Ultimately, engineering leaders must show they have the most dollars and people dedicated to the highest impact work. They must be able to climb up the stack and show the high-level outcomes of dollar investment in business outcomes, then be able to drill in on the engine of the engineering organization through operational metrics to optimize that investment.
Here’s how to show this to your board:
These business-first metrics allow non-technical leaders to finally have that “ah-ha” moment when it comes to engineering’s impact on the business, even if some of the projects are infrastructure or non-functional in nature. By providing these leaders with metrics that actually make sense, they’ll develop the same appreciation for engineering as they have for sales.
Here’s an easy way to align on engineering investments with the non-technical leaders within your business.
The economy’s impact on metrics that matter
Now is the time for engineering leaders to showcase engineering’s value. There’s not a single business that hasn’t been impacted by resource tightening over the last year. While CFOs are increasingly focusing on cost optimization within their businesses, they continue to prioritize growth, according to a survey by Gartner. Engineering leaders must show how they’re driving this growth.
Engineering leaders who couldn’t clearly show major business impact were the first to see cuts during 2022 recession concerns. While the rest were forced to “do more with less,” they were at least able to sustain critical projects and fight for their headcount. Why? Because they clearly communicated the importance of specific investments and projects to the business’s success.
No one can argue the last year has been easy for leaders across the board.
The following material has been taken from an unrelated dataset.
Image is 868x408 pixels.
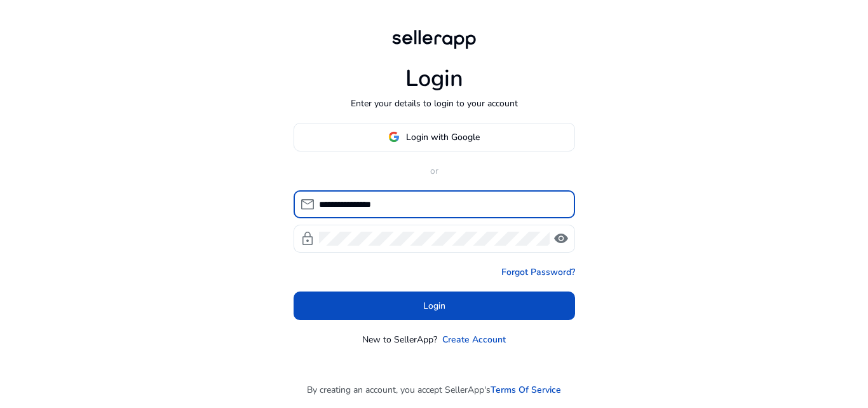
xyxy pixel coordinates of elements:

But I believe good is coming from these challenges. It has forced engineering leaders to scrutinize their investments and allowed them to identify their most critical assets, enabling them to innovate even during economic uncertainty.
Engineering leaders who can continue to do so without excessively monitoring their individual developers but rather focusing on creating great developer experience, will be set up to outperform and out-resource their competitors — simply because they can show their vitality to the business in a way that non-technical leaders understand. And that’s how to get your board to prioritize engineering.
Ori Keren is cofounder and CEO of LinearB.